Pink Tank temporarily returned to Prague, 2011
complete with middle finger of fate
(Wikipedia source)
Maybe those Czechs have a point that should not be lost on Americans.

 I don't think it would go over too well to dress General Lee up in a pink tutu and mock Traveller, but you get my drift. Sh*t happened. How we remember and learn from it says far more about us than it does about our historical relatives. Pulling down the structural barriers to equal opportunity in this country is a lot harder than pulling down statues. Maybe that's why some seek the easy path.

But we need to move on, albeit without erasing the past. As George Santayana said, "Those who cannot remember the past are condemned to repeat it". I might add, those who do not understand and resolve the mistakes of the past are more likely to blindly repeat our many past mistakes. Perhaps those who want to pick fights rather than reach peaceful resolution over statues or other cultural issues like Entrada in Santa Fe forget how toxic such disputes could become.  I think Carl Sandburg might agree.

Related reading: "Preserving the Offensive in Memory", by Sterling Grogan (in the New Mexican).

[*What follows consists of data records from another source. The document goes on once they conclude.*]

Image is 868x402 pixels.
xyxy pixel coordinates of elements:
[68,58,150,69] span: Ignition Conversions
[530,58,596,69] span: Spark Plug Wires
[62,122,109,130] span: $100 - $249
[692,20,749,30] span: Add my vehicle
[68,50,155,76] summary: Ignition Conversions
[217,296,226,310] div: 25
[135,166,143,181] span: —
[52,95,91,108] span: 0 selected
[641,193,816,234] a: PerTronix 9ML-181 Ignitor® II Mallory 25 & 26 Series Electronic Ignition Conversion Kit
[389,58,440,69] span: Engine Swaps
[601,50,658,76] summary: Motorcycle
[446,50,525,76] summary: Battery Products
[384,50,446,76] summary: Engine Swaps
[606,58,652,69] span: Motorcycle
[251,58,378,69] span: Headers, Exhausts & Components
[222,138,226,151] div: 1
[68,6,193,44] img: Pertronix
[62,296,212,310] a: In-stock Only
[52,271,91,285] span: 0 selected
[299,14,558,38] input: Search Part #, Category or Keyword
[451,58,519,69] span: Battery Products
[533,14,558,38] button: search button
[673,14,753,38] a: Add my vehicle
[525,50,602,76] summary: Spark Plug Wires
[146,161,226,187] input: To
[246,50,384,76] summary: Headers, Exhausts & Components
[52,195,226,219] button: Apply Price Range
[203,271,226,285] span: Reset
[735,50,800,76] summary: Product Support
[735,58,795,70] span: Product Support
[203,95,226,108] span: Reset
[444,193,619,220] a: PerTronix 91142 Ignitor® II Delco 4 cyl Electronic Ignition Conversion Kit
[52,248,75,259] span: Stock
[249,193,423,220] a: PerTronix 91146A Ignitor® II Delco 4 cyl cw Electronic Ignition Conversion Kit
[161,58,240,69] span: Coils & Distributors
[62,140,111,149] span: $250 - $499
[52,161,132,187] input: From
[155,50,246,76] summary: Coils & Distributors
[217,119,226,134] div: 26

Russia rising again? Or sinking into the earth?
(Wikipedia source)

2 comments:

Steve A said...

Americans share an odd sense of humor about Soviet detrious. For many years there was an 8-foot statue of Lenin (rescued from the Ukraine) outside a burger joint in Dallas. Inscribed in the very nice base provided for Vladimir was the pointed "America Won."

Khal said...

Indeed. Rather than bitching about monuments, why not re-label them?